[author: Thad McBride]

The Committee on Foreign Investment in the United States (CFIUS) has been sued.  CFIUS is the U.S. government inter-agency committee that reviews foreign investment in the United States.  (For more information about CFIUS, including its operations and recent actions, please look here.)

According to a filing in U.S. District Court for the District of Columbia, Ralls Corp is requesting a Temporary Restraining Order and Preliminary Injunction to enjoin CFIUS from prohibiting Ralls from developing and operating a wind farm in Oregon.  Ralls is owned by executives of Sany Group Co., a Chinese company that, among other things, manufactures wind turbine generators.  In recent years, CFIUS has tended to be especially cautious with respect to transactions involving China.

In a court filing, Ralls asserted the following:

CFIUS violated … well-established law when it issued an order on August 2, 2012, subjecting Ralls to draconian obligations in connection with Ralls’s acquisition of four small Oregon companies whose assets consisted solely of windfarm development rights, including land rights to construct the windfarms, power purchase agreements, and necessary government permits. Without identifying any evidence or providing any explanation, CFIUS concluded that the acquisition was a “covered transaction” subject to its authority and that “there are national security risks to the United States that arise as a result of the acquisition.”

According to Ralls, after it notified CFIUS of the transaction in June 2012, CFIUS responded by introducing such substantial conditions on the transaction that the value of the transaction was largely decimated.  CFIUS subsequently introduced additional conditions that, Ralls asserts, further limited Ralls’ ability to take advantage of its investment.  Ralls is claiming that CFIUS both overreached its authority in terms of the conditions the agency imposed on Ralls and made the decision to impose such conditions arbitrarily and capriciously under the Administrative Procedure Act.  Ralls emphasizes that CFIUS took action without an articulated rationale for those actions, and points to this as evidence that the decision did not comport with the APA.  Ralls also stresses that the Federal Aviation Authority and the U.S. Navy were aware of and seemingly condoned Ralls’ acquisition of the property on which the windfarms would be built.

In its filing with the District Court, CFIUS noted that Ralls only submitted its notification to CFIUS upon the invitation of CFIUS itself.  This may have put Ralls in a difficult situation from the outset since CFIUS encourages voluntary notifications of – or, at the least, informal communications about – a transaction before and not after it occurs.  CFIUS also explained that national security concerns were triggered by the proximity of Ralls’ proposed location to restricted air space relied upon by the U.S. military for training exercises.

On September 18, 2012, during a hearing on Ralls’ motion, the United States announced that the President would likely rule on whether or not the deal can proceed by September 28.

To date no decision has been made.

Whatever the decision, it is likely to be hard to overturn.  At the September 18 hearing, the U.S. District Court judge stated that, due to the amount of deference she must show to the President on issues of national security, she “can’t review the president’s decision if he stops it.”  (Of course even if she reaches that conclusion, Ralls might choose to appeal the matter.)

The suit bears watching.  It will of course be of interest to those in the CFIUS bar and those involved in any sale of a U.S. business to a non-U.S. buyer.  But the outcome of the suit may also be of interest to other potential plaintiffs considering, perhaps, suing the U.S. Treasury Department Office of Foreign Assets Control (OFAC), another agency with significant jurisdiction over international business and a history of interpreting that jurisdiction very broadly.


## WORK REQUIRED
Print every entry again exactly, with no pictures.

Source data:
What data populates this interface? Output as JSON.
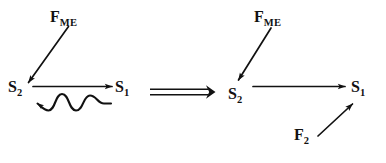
{
  "figure": {
    "background_color": "#ffffff",
    "stroke_color": "#111111",
    "width": 386,
    "height": 163
  },
  "left_panel": {
    "name": "before-scheme",
    "labels": {
      "force_me": {
        "base": "F",
        "sub": "ME"
      },
      "state_s2": {
        "base": "S",
        "sub": "2"
      },
      "state_s1": {
        "base": "S",
        "sub": "1"
      }
    },
    "arrows": [
      {
        "name": "fme-to-s2-arrow",
        "kind": "straight",
        "from": "F_ME",
        "to": "S_2",
        "direction": "down-left"
      },
      {
        "name": "s2-to-s1-arrow",
        "kind": "straight",
        "from": "S_2",
        "to": "S_1",
        "direction": "right"
      },
      {
        "name": "s1-to-s2-wavy-arrow",
        "kind": "wavy",
        "from": "S_1",
        "to": "S_2",
        "direction": "left"
      }
    ]
  },
  "implication": {
    "name": "implies-symbol",
    "glyph": "⟹",
    "meaning": "transforms into"
  },
  "right_panel": {
    "name": "after-scheme",
    "labels": {
      "force_me": {
        "base": "F",
        "sub": "ME"
      },
      "state_s2": {
        "base": "S",
        "sub": "2"
      },
      "state_s1": {
        "base": "S",
        "sub": "1"
      },
      "force_f2": {
        "base": "F",
        "sub": "2"
      }
    },
    "arrows": [
      {
        "name": "fme-to-s2-arrow",
        "kind": "straight",
        "from": "F_ME",
        "to": "S_2",
        "direction": "down-left"
      },
      {
        "name": "s2-to-s1-arrow",
        "kind": "straight",
        "from": "S_2",
        "to": "S_1",
        "direction": "right"
      },
      {
        "name": "f2-to-s1-arrow",
        "kind": "straight",
        "from": "F_2",
        "to": "S_1",
        "direction": "up-right"
      }
    ]
  }
}
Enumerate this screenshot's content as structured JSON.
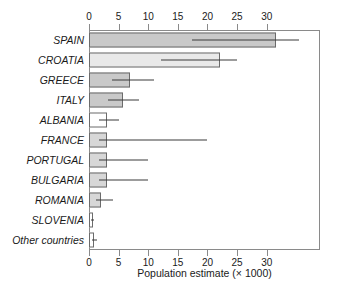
{
  "chart_data": {
    "type": "bar",
    "orientation": "horizontal",
    "title": "",
    "xlabel": "Population estimate (× 1000)",
    "ylabel": "",
    "xlim": [
      0,
      39
    ],
    "xticks": [
      0,
      5,
      10,
      15,
      20,
      25,
      30
    ],
    "xticklabels": [
      "0",
      "5",
      "10",
      "15",
      "20",
      "25",
      "30"
    ],
    "axis_positions": [
      "top",
      "bottom"
    ],
    "grid": false,
    "legend": null,
    "categories": [
      "SPAIN",
      "CROATIA",
      "GREECE",
      "ITALY",
      "ALBANIA",
      "FRANCE",
      "PORTUGAL",
      "BULGARIA",
      "ROMANIA",
      "SLOVENIA",
      "Other countries"
    ],
    "values": [
      31.5,
      22.2,
      7.0,
      5.7,
      3.0,
      3.0,
      3.0,
      3.0,
      2.0,
      0.6,
      0.9
    ],
    "error_high": [
      35.5,
      25.0,
      11.0,
      8.5,
      5.0,
      20.0,
      10.0,
      10.0,
      4.0,
      0.9,
      1.4
    ],
    "bar_colors": [
      "#c9c9c9",
      "#e9e9e9",
      "#c9c9c9",
      "#c9c9c9",
      "#ffffff",
      "#d7d7d7",
      "#d7d7d7",
      "#d7d7d7",
      "#d7d7d7",
      "#ffffff",
      "#ffffff"
    ],
    "bar_edge_color": "#6b6b6b",
    "error_color": "#3a3a3a",
    "frame_color": "#8a8a8a",
    "background": "#ffffff"
  },
  "rows": [
    {
      "label": "SPAIN",
      "value": 31.5,
      "err": 35.5,
      "color": "#c9c9c9"
    },
    {
      "label": "CROATIA",
      "value": 22.2,
      "err": 25.0,
      "color": "#e9e9e9"
    },
    {
      "label": "GREECE",
      "value": 7.0,
      "err": 11.0,
      "color": "#c9c9c9"
    },
    {
      "label": "ITALY",
      "value": 5.7,
      "err": 8.5,
      "color": "#c9c9c9"
    },
    {
      "label": "ALBANIA",
      "value": 3.0,
      "err": 5.0,
      "color": "#ffffff"
    },
    {
      "label": "FRANCE",
      "value": 3.0,
      "err": 20.0,
      "color": "#d7d7d7"
    },
    {
      "label": "PORTUGAL",
      "value": 3.0,
      "err": 10.0,
      "color": "#d7d7d7"
    },
    {
      "label": "BULGARIA",
      "value": 3.0,
      "err": 10.0,
      "color": "#d7d7d7"
    },
    {
      "label": "ROMANIA",
      "value": 2.0,
      "err": 4.0,
      "color": "#d7d7d7"
    },
    {
      "label": "SLOVENIA",
      "value": 0.6,
      "err": 0.9,
      "color": "#ffffff"
    },
    {
      "label": "Other countries",
      "value": 0.9,
      "err": 1.4,
      "color": "#ffffff"
    }
  ],
  "axis": {
    "ticks": [
      "0",
      "5",
      "10",
      "15",
      "20",
      "25",
      "30"
    ],
    "tick_values": [
      0,
      5,
      10,
      15,
      20,
      25,
      30
    ],
    "title": "Population estimate (× 1000)"
  }
}
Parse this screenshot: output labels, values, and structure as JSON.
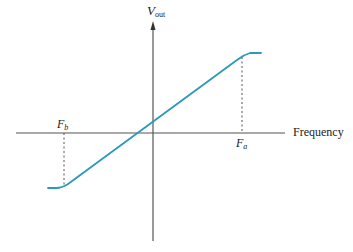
{
  "diagram": {
    "y_axis_label": {
      "main": "V",
      "sub": "out"
    },
    "x_axis_label": "Frequency",
    "marker_right": {
      "main": "F",
      "sub": "a"
    },
    "marker_left": {
      "main": "F",
      "sub": "b"
    },
    "colors": {
      "curve": "#2b9ab8",
      "axis": "#555555",
      "dashed": "#555555"
    }
  }
}
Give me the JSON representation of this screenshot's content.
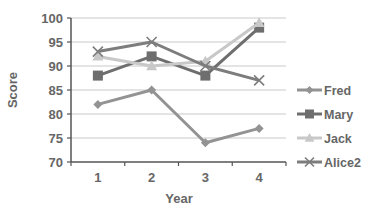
{
  "chart_data": {
    "type": "line",
    "title": "",
    "xlabel": "Year",
    "ylabel": "Score",
    "categories": [
      "1",
      "2",
      "3",
      "4"
    ],
    "ylim": [
      70,
      100
    ],
    "yticks": [
      70,
      75,
      80,
      85,
      90,
      95,
      100
    ],
    "grid": true,
    "legend_position": "right",
    "series": [
      {
        "name": "Fred",
        "values": [
          82,
          85,
          74,
          77
        ],
        "marker": "diamond",
        "color": "#939393"
      },
      {
        "name": "Mary",
        "values": [
          88,
          92,
          88,
          98
        ],
        "marker": "square",
        "color": "#6e6e6e"
      },
      {
        "name": "Jack",
        "values": [
          92,
          90,
          91,
          99
        ],
        "marker": "triangle",
        "color": "#c8c8c8"
      },
      {
        "name": "Alice2",
        "values": [
          93,
          95,
          90,
          87
        ],
        "marker": "x",
        "color": "#7d7d7d"
      }
    ]
  }
}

## PROBLEM SOLUTION
What data populates this interface? Output as JSON.
{
  "figure": {
    "background_color": "#ffffff",
    "stroke_color": "#111111",
    "width": 386,
    "height": 163
  },
  "left_panel": {
    "name": "before-scheme",
    "labels": {
      "force_me": {
        "base": "F",
        "sub": "ME"
      },
      "state_s2": {
        "base": "S",
        "sub": "2"
      },
      "state_s1": {
        "base": "S",
        "sub": "1"
      }
    },
    "arrows": [
      {
        "name": "fme-to-s2-arrow",
        "kind": "straight",
        "from": "F_ME",
        "to": "S_2",
        "direction": "down-left"
      },
      {
        "name": "s2-to-s1-arrow",
        "kind": "straight",
        "from": "S_2",
        "to": "S_1",
        "direction": "right"
      },
      {
        "name": "s1-to-s2-wavy-arrow",
        "kind": "wavy",
        "from": "S_1",
        "to": "S_2",
        "direction": "left"
      }
    ]
  },
  "implication": {
    "name": "implies-symbol",
    "glyph": "⟹",
    "meaning": "transforms into"
  },
  "right_panel": {
    "name": "after-scheme",
    "labels": {
      "force_me": {
        "base": "F",
        "sub": "ME"
      },
      "state_s2": {
        "base": "S",
        "sub": "2"
      },
      "state_s1": {
        "base": "S",
        "sub": "1"
      },
      "force_f2": {
        "base": "F",
        "sub": "2"
      }
    },
    "arrows": [
      {
        "name": "fme-to-s2-arrow",
        "kind": "straight",
        "from": "F_ME",
        "to": "S_2",
        "direction": "down-left"
      },
      {
        "name": "s2-to-s1-arrow",
        "kind": "straight",
        "from": "S_2",
        "to": "S_1",
        "direction": "right"
      },
      {
        "name": "f2-to-s1-arrow",
        "kind": "straight",
        "from": "F_2",
        "to": "S_1",
        "direction": "up-right"
      }
    ]
  }
}
Enumerate this screenshot's content as structured JSON.
{
  "chart_data": {
    "type": "bar",
    "orientation": "horizontal",
    "title": "",
    "xlabel": "Population estimate (× 1000)",
    "ylabel": "",
    "xlim": [
      0,
      39
    ],
    "xticks": [
      0,
      5,
      10,
      15,
      20,
      25,
      30
    ],
    "xticklabels": [
      "0",
      "5",
      "10",
      "15",
      "20",
      "25",
      "30"
    ],
    "axis_positions": [
      "top",
      "bottom"
    ],
    "grid": false,
    "legend": null,
    "categories": [
      "SPAIN",
      "CROATIA",
      "GREECE",
      "ITALY",
      "ALBANIA",
      "FRANCE",
      "PORTUGAL",
      "BULGARIA",
      "ROMANIA",
      "SLOVENIA",
      "Other countries"
    ],
    "values": [
      31.5,
      22.2,
      7.0,
      5.7,
      3.0,
      3.0,
      3.0,
      3.0,
      2.0,
      0.6,
      0.9
    ],
    "error_high": [
      35.5,
      25.0,
      11.0,
      8.5,
      5.0,
      20.0,
      10.0,
      10.0,
      4.0,
      0.9,
      1.4
    ],
    "bar_colors": [
      "#c9c9c9",
      "#e9e9e9",
      "#c9c9c9",
      "#c9c9c9",
      "#ffffff",
      "#d7d7d7",
      "#d7d7d7",
      "#d7d7d7",
      "#d7d7d7",
      "#ffffff",
      "#ffffff"
    ],
    "bar_edge_color": "#6b6b6b",
    "error_color": "#3a3a3a",
    "frame_color": "#8a8a8a",
    "background": "#ffffff"
  },
  "rows": [
    {
      "label": "SPAIN",
      "value": 31.5,
      "err": 35.5,
      "color": "#c9c9c9"
    },
    {
      "label": "CROATIA",
      "value": 22.2,
      "err": 25.0,
      "color": "#e9e9e9"
    },
    {
      "label": "GREECE",
      "value": 7.0,
      "err": 11.0,
      "color": "#c9c9c9"
    },
    {
      "label": "ITALY",
      "value": 5.7,
      "err": 8.5,
      "color": "#c9c9c9"
    },
    {
      "label": "ALBANIA",
      "value": 3.0,
      "err": 5.0,
      "color": "#ffffff"
    },
    {
      "label": "FRANCE",
      "value": 3.0,
      "err": 20.0,
      "color": "#d7d7d7"
    },
    {
      "label": "PORTUGAL",
      "value": 3.0,
      "err": 10.0,
      "color": "#d7d7d7"
    },
    {
      "label": "BULGARIA",
      "value": 3.0,
      "err": 10.0,
      "color": "#d7d7d7"
    },
    {
      "label": "ROMANIA",
      "value": 2.0,
      "err": 4.0,
      "color": "#d7d7d7"
    },
    {
      "label": "SLOVENIA",
      "value": 0.6,
      "err": 0.9,
      "color": "#ffffff"
    },
    {
      "label": "Other countries",
      "value": 0.9,
      "err": 1.4,
      "color": "#ffffff"
    }
  ],
  "axis": {
    "ticks": [
      "0",
      "5",
      "10",
      "15",
      "20",
      "25",
      "30"
    ],
    "tick_values": [
      0,
      5,
      10,
      15,
      20,
      25,
      30
    ],
    "title": "Population estimate (× 1000)"
  }
}
Parse this screenshot: output labels, values, and structure as JSON.
{
  "diagram": {
    "y_axis_label": {
      "main": "V",
      "sub": "out"
    },
    "x_axis_label": "Frequency",
    "marker_right": {
      "main": "F",
      "sub": "a"
    },
    "marker_left": {
      "main": "F",
      "sub": "b"
    },
    "colors": {
      "curve": "#2b9ab8",
      "axis": "#555555",
      "dashed": "#555555"
    }
  }
}
Give me the JSON representation of this screenshot's content.
{
  "chart_data": {
    "type": "line",
    "title": "",
    "xlabel": "Year",
    "ylabel": "Score",
    "categories": [
      "1",
      "2",
      "3",
      "4"
    ],
    "ylim": [
      70,
      100
    ],
    "yticks": [
      70,
      75,
      80,
      85,
      90,
      95,
      100
    ],
    "grid": true,
    "legend_position": "right",
    "series": [
      {
        "name": "Fred",
        "values": [
          82,
          85,
          74,
          77
        ],
        "marker": "diamond",
        "color": "#939393"
      },
      {
        "name": "Mary",
        "values": [
          88,
          92,
          88,
          98
        ],
        "marker": "square",
        "color": "#6e6e6e"
      },
      {
        "name": "Jack",
        "values": [
          92,
          90,
          91,
          99
        ],
        "marker": "triangle",
        "color": "#c8c8c8"
      },
      {
        "name": "Alice2",
        "values": [
          93,
          95,
          90,
          87
        ],
        "marker": "x",
        "color": "#7d7d7d"
      }
    ]
  }
}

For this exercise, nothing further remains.